:: Supplied entries ::
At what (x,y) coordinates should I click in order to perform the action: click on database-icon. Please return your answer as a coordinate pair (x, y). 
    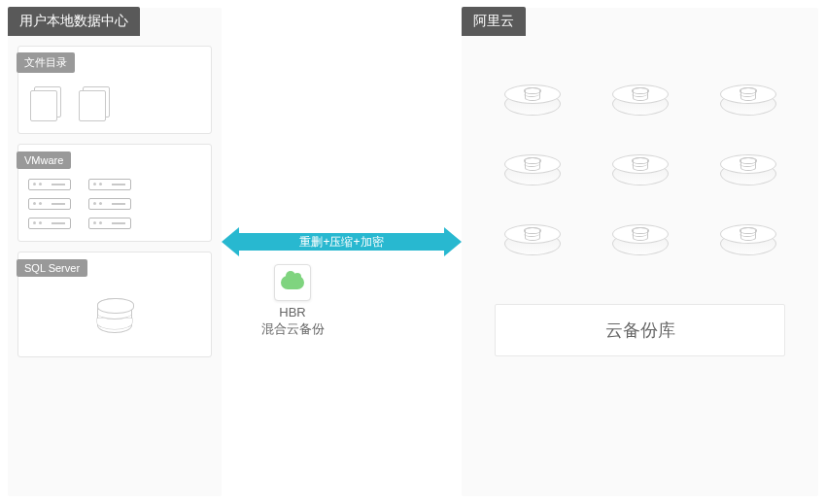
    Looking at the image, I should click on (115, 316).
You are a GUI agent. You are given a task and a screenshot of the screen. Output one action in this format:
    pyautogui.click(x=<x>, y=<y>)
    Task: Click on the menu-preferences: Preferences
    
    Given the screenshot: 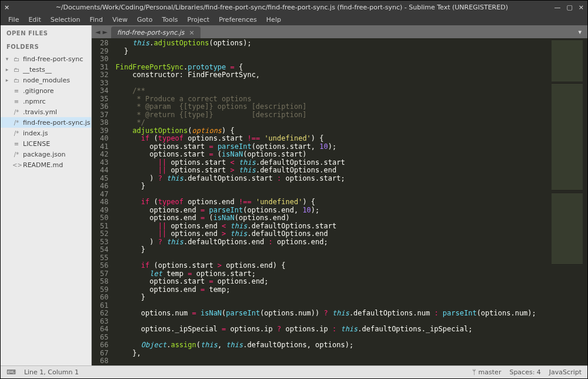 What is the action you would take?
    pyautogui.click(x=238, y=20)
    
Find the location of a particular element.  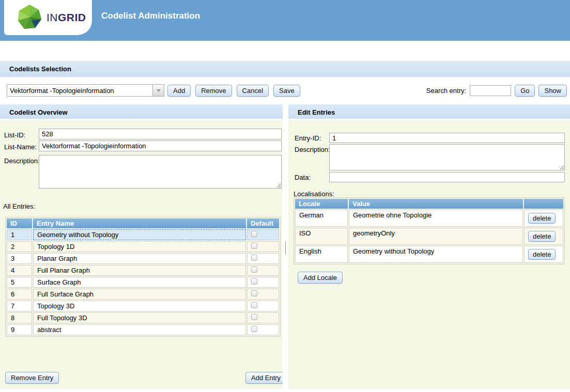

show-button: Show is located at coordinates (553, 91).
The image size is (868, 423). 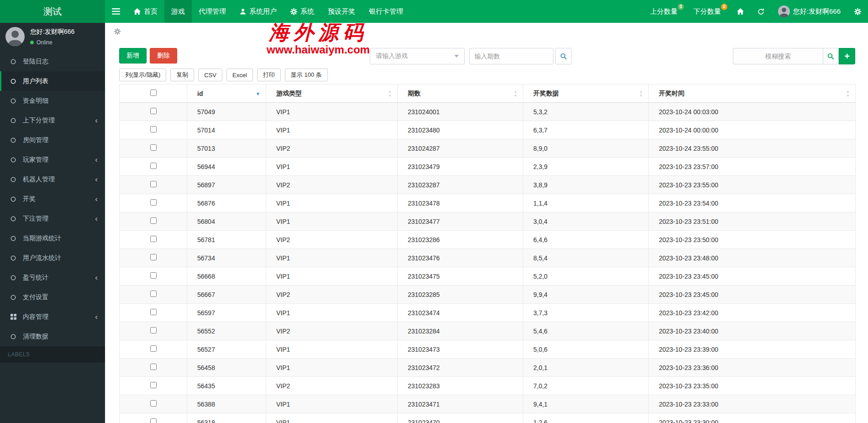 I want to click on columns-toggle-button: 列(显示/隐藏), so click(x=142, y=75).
:::
:: Supplied entries ::
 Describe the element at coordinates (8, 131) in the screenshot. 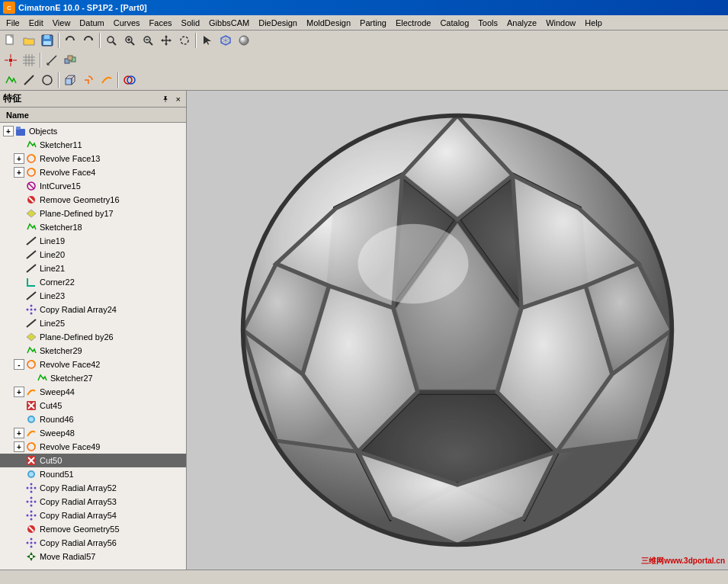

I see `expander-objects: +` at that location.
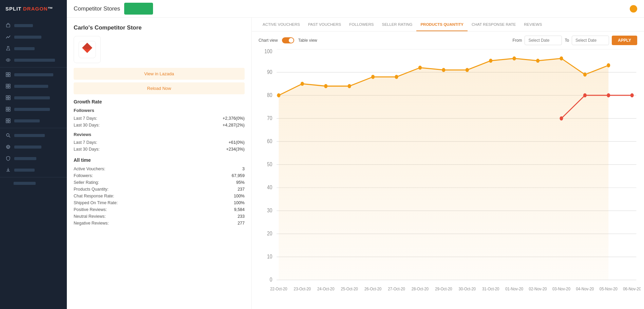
:::
Work item: Would you print exactly the lines in the listing above, from the line bearing "At what (x,y)" through the line bearing "pyautogui.click(x=<x>, y=<y>)", leaving out all pictures?

Response to this task:
At what (x,y) coordinates should I click in order to perform the action: click on database-icon. Please return your answer as a coordinate pair (x, y). 
    Looking at the image, I should click on (115, 316).
You are a GUI agent. You are given a task and a screenshot of the screen. Output one action in this format:
    pyautogui.click(x=<x>, y=<y>)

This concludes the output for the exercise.